> Exercise
The word to find is "will". Copy each line of the material that contains it.
-- Opening Marker --
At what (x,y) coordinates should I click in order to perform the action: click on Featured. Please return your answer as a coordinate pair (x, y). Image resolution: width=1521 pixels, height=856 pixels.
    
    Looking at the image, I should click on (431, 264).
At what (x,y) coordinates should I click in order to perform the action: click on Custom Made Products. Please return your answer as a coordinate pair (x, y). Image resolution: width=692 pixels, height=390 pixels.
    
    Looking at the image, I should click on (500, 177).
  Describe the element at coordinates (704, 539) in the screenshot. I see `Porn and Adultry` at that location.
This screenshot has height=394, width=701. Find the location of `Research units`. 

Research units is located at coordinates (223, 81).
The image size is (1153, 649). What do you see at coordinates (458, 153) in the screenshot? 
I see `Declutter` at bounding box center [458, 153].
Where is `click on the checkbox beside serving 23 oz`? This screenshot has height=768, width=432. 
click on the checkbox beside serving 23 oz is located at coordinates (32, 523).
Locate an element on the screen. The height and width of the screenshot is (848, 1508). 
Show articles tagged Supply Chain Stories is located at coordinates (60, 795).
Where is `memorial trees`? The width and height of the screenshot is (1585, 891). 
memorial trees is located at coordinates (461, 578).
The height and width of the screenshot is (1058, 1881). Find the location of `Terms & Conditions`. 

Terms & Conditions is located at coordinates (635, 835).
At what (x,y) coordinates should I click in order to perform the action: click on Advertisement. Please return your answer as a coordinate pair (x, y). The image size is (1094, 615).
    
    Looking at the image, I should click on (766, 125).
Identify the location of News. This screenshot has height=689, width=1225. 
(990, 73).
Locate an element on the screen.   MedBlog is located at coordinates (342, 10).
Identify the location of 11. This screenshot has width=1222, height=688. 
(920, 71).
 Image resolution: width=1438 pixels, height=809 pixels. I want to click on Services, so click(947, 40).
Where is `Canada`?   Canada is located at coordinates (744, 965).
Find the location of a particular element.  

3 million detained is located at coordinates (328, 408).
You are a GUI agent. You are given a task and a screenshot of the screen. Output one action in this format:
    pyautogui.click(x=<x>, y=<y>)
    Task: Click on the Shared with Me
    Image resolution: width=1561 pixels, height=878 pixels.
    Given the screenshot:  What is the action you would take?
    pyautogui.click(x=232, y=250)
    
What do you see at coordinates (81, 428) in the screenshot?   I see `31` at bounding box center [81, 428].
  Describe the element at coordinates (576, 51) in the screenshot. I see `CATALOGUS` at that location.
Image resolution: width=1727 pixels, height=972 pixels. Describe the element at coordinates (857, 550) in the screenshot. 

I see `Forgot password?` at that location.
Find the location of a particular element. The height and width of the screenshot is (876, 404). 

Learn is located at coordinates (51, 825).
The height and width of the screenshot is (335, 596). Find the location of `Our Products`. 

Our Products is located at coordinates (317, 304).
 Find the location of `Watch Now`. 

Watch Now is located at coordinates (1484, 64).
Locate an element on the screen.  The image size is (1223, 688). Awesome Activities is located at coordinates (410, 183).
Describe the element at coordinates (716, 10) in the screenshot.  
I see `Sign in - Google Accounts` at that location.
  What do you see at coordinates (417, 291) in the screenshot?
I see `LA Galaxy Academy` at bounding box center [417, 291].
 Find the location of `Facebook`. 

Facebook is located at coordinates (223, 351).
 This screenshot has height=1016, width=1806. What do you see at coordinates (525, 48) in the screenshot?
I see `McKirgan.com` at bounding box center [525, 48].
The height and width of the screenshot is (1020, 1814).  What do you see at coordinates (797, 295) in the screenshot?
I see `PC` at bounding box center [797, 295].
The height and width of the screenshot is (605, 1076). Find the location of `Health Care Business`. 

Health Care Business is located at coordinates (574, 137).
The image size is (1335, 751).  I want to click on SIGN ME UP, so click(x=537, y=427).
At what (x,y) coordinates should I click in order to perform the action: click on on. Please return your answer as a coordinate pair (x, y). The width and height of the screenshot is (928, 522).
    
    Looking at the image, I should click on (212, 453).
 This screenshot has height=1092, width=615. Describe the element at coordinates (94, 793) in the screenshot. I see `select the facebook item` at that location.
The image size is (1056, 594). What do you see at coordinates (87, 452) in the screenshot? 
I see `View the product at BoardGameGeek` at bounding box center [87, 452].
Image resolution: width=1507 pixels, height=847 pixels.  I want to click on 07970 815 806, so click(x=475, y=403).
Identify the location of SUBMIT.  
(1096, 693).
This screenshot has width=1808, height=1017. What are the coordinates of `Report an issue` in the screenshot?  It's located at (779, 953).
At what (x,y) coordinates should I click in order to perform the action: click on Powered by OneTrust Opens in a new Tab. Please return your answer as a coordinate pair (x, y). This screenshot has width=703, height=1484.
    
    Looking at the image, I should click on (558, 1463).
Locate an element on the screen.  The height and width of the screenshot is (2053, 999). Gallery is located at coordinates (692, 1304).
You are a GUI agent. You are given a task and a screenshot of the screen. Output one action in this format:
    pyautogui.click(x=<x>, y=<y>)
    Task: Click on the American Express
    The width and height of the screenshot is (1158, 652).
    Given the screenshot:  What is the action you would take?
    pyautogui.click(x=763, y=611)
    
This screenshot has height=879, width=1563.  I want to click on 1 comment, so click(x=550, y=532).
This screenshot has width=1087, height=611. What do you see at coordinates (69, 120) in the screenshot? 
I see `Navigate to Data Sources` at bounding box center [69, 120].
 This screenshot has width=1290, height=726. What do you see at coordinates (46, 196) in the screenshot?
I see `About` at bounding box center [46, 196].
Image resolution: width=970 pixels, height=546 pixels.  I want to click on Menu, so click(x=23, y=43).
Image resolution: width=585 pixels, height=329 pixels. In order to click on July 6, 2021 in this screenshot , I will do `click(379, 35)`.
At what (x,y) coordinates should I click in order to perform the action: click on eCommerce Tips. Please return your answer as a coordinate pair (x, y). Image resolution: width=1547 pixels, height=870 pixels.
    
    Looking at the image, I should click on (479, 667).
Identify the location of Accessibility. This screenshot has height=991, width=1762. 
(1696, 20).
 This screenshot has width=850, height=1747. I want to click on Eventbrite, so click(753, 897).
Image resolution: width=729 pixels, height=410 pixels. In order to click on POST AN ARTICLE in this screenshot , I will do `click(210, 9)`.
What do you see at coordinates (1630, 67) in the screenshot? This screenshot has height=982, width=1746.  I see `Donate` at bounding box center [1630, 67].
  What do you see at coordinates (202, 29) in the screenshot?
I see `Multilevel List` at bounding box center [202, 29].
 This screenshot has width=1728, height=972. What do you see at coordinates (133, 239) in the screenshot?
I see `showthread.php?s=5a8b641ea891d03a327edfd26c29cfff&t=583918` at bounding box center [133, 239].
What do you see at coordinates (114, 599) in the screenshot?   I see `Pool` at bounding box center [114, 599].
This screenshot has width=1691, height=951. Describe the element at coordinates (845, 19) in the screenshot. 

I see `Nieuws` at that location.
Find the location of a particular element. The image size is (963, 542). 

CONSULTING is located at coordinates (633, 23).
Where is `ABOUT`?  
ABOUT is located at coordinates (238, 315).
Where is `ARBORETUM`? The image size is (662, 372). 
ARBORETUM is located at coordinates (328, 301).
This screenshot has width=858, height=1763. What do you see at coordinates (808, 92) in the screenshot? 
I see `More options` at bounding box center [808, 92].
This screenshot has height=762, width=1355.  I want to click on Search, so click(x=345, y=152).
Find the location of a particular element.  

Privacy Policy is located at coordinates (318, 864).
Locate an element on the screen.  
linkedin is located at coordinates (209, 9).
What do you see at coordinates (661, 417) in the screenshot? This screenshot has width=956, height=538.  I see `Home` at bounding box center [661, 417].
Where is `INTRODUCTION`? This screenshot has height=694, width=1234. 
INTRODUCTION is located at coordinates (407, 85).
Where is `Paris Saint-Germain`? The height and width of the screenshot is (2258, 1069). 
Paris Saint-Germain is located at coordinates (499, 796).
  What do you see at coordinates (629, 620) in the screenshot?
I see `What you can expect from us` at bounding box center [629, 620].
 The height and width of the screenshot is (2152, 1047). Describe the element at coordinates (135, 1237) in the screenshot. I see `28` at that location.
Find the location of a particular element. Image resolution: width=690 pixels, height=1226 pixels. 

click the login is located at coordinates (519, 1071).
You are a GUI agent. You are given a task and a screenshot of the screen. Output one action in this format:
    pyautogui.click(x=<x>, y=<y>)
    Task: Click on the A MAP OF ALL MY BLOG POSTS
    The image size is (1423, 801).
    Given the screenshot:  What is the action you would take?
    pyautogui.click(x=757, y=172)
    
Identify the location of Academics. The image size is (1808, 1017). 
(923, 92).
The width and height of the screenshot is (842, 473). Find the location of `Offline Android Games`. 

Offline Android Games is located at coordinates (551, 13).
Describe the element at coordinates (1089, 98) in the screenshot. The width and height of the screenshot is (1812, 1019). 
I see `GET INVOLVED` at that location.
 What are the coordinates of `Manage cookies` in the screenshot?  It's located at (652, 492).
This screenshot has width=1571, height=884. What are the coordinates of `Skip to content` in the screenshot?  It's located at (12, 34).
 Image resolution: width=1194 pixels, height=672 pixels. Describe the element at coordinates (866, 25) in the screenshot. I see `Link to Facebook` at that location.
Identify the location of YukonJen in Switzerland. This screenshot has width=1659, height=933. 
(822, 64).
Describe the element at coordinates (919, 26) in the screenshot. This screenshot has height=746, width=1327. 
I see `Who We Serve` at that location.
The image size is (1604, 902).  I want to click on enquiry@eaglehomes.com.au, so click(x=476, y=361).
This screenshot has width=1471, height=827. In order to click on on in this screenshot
-- Closing Marker --
> Solution to this exercise
Image resolution: width=585 pixels, height=329 pixels. In order to click on July 6, 2021 in this screenshot , I will do `click(379, 35)`.
Image resolution: width=729 pixels, height=410 pixels. In order to click on POST AN ARTICLE in this screenshot , I will do `click(210, 9)`.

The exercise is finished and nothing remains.